US reporter's Afghan kidnap ordeal kept secret until escape


A REPORTER for The New York Times who was kidnapped by the Taliban in Afghanistan escaped with an Afghan colleague at the weekend after more than seven months in captivity.

The kidnapping of David Rohde, a local reporter, Tahir Ludin, and their driver, Asadullah Mangal had been kept secret until now by the Times and dozens of other media organisations out of concern for the men's safety.

All three were abducted outside Kabul on November 10 after Rohde had been invited to interview a Taliban commander in Logar province.

Rohde, 41, told his wife, Kristen Mulvihill, that Ludin and he climbed over the wall of a compound where they were being held in the North Waziristan region of Pakistan. They made their way to a nearby Pakistani Frontier Corps base and were flown to the US military base in Bagram, Afghanistan.

It was unclear why Mr Mangal did not escape with them. Ludin, 35, who was an interpreter for Rohde, injured his foot in the escape.

Rohde had travelled to Afghanistan in early November to work on a book about the history of US involvement there.

Ms Mulvihill expressed relief at the end of the ordeal and gratitude to people who offered advice and support.

Rohde's family and the Times declined to discuss details of efforts to free the men but said no ransom money had been paid and no Taliban, or other prisoners, had been released.
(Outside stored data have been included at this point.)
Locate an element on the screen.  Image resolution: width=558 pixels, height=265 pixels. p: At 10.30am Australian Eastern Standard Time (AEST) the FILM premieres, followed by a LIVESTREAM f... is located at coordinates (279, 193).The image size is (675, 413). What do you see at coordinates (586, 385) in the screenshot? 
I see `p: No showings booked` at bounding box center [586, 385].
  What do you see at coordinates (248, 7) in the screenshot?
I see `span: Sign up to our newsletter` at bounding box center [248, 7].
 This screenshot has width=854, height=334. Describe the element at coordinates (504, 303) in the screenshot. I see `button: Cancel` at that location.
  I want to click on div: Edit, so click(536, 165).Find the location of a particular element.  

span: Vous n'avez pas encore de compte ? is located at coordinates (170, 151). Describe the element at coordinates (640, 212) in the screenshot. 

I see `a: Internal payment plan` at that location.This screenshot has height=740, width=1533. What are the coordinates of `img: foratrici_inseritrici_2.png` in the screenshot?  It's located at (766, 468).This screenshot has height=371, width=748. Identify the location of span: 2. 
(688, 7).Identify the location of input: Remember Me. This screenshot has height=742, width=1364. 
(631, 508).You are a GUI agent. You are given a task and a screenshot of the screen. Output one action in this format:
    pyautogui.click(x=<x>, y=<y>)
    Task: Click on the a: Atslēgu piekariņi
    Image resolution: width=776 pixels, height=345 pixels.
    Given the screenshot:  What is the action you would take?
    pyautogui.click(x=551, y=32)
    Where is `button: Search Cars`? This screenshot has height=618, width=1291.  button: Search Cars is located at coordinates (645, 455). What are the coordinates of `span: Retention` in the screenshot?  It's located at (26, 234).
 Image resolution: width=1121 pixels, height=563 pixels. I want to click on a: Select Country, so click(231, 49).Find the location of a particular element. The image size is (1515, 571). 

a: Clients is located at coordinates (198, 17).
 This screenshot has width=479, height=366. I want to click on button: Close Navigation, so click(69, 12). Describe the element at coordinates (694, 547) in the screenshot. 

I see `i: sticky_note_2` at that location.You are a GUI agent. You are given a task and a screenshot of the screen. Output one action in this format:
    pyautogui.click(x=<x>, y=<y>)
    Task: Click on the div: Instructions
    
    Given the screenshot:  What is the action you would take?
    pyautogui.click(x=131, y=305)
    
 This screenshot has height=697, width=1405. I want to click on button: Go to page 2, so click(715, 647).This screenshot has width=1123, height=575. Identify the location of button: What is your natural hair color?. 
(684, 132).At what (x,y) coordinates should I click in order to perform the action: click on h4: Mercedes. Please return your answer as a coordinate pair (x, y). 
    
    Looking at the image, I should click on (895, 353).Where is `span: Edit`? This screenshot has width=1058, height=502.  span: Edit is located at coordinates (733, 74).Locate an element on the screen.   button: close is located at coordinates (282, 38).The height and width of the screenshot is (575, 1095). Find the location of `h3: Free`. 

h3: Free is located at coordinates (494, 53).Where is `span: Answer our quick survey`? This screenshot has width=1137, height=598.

At least 40 news organisations, including Al-Jazeera, kept quiet about the story at the request of the executive editor of the Times, Bill Keller. "We agonised over it at the outset and, periodically, over the last seven months," Mr Keller said of the decision to suppress the story.

He said he consulted government experts and other news organisations that had been through similar experiences.

There was "a pretty firm consensus that you really amp up the danger when you go public", he said. "It makes us cringe to sit on a news story," but "the freedom to publish includes the freedom not to publish".

The unusual arrangement raises questions about whether journalists were giving special treatment to one of their own.

"It does involve a news organisation keeping quiet and asking others to keep quiet," said Phil Bronstein, a former editor of the San Francisco Chronicle. "What shocks me is that it was so successful."

Mainstream news outlets held the line; bloggers who mentioned the kidnapping were contacted by the Times and, in each case, "they took it down", Mr Keller said.

The executive editor of The Washington Post, Marcus Brauchli, said he discussed the issue with staff.

"We obviously would always err in favour of the safety of the reporter," Mr Brauchli said.

In the eyes of kidnappers, "someone may go from low-value capture to high-value capture by virtue of publicity", he said. "I would hope we wouldn't treat anybody's life any differently if there was a safety issue involved."

Rohde was co-chief of the South-Asia bureau of the Times from 2002 to 2005. Years before, he had been taken prisoner while reporting in Bosnia. He won a Pulitzer Prize in 1996 for his coverage of the Srebrenica massacre.

Ludin has worked with The Times of London and other news organisations.

In several previous cases, kidnapped journalists have drawn substantial coverage, either because their captors made demands or their families or employers thought the spotlight would be beneficial.

A Christian Science Monitor reporter, Jill Carroll, was abducted in Baghdad in 2006 and released about three months later after a concerted campaign. A Wall Street Journal reporter, Daniel Pearl, was murdered less than a month after his newspaper made public his 2002 kidnapping in Pakistan.